Wednesday, November 25, 2009

OIL LAST FRONTIER


Last spring Canada Southern Petroleum, a company with significant reserves inside the Arctic Circle, received a takeover offer of $7.50 per share, nearly a 60 percent premium on its stock price. By the time the company was sold four months later to another Canadian firm, it went for $13.10 a share.

While there is drilling in the Arctic on or close to shore, the sea under the polar cap is unlikely to remain largely untapped for long - governments and corporations are racing to carve up the Arctic oil pie.

A new petroleum province will likely be needed if the world is going to both replace the output from current fields, many of which are declining, and keep up with worldwide oil demand that is expected to surge by more than 50 percent over the next 25 years. This underlay the tripling of oil prices since 2002.

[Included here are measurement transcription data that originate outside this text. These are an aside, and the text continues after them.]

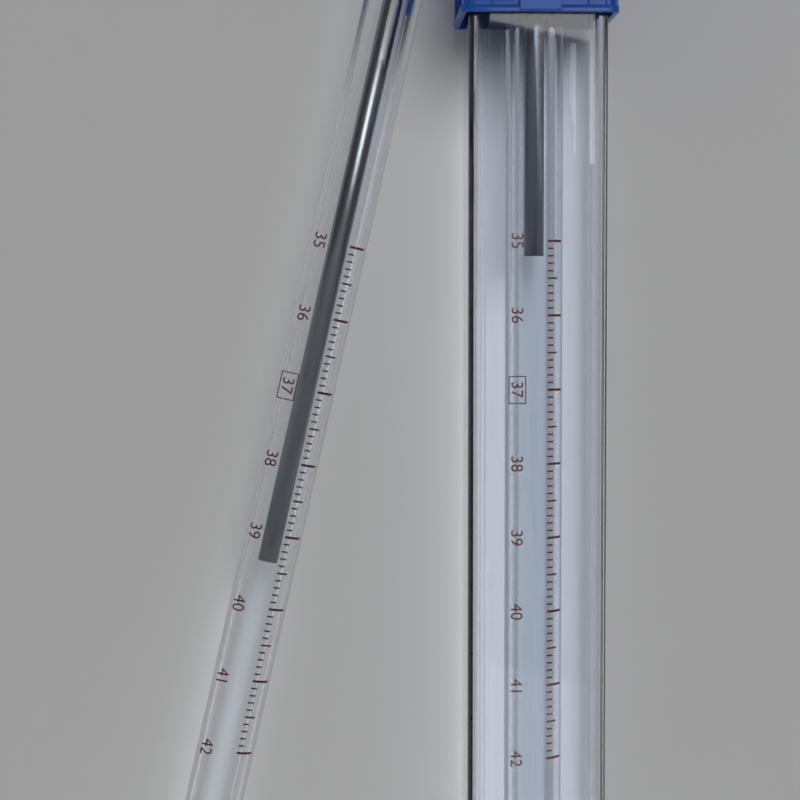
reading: 39.4 °C
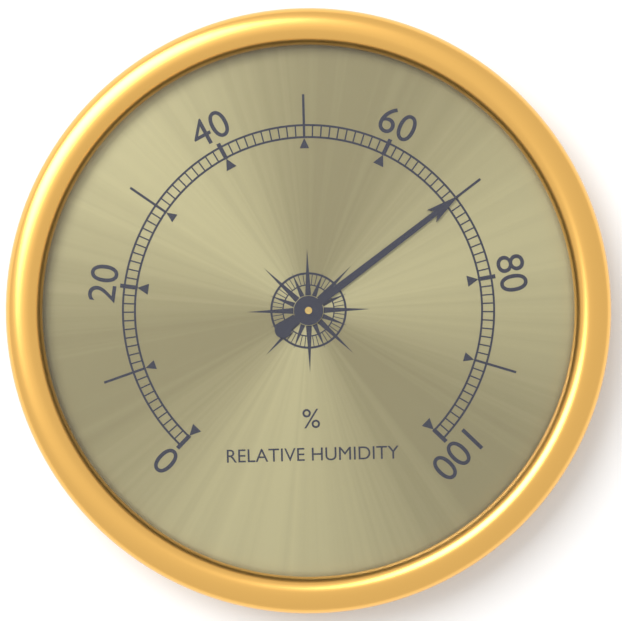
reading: 70 %
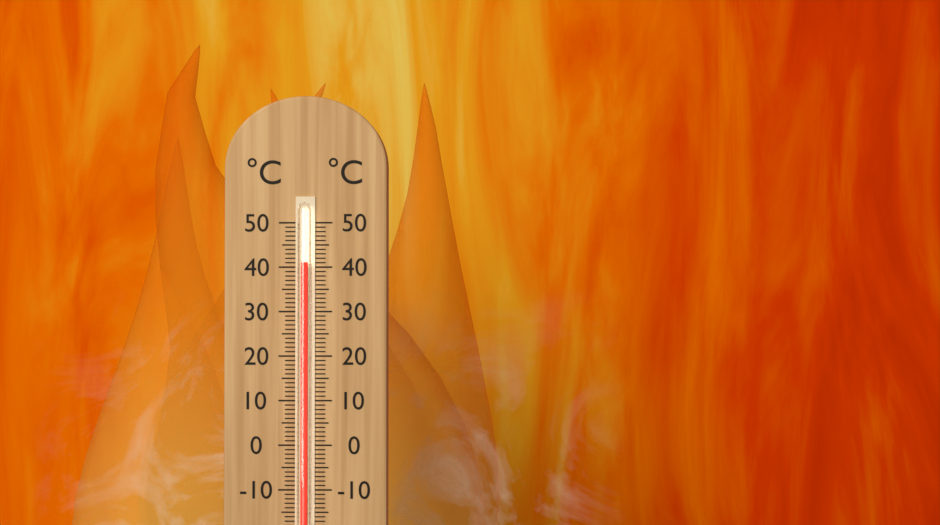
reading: 41 °C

BP (Charts), which operates the huge Prudhoe Bay field in Alaska, signed a $17 billion exploration agreement with Russia.

Statoil, Norway's state oil company, considered to have some of the best cold-weather expertise in the business from its North Sea operations, is well positioned to explore massive deposits believed to lie north of Norway in the Barents Sea.

Royal Dutch Shell (Charts), ExxonMobil (Charts), Chevron (Charts) and ConocoPhillips (Charts) have interests as well.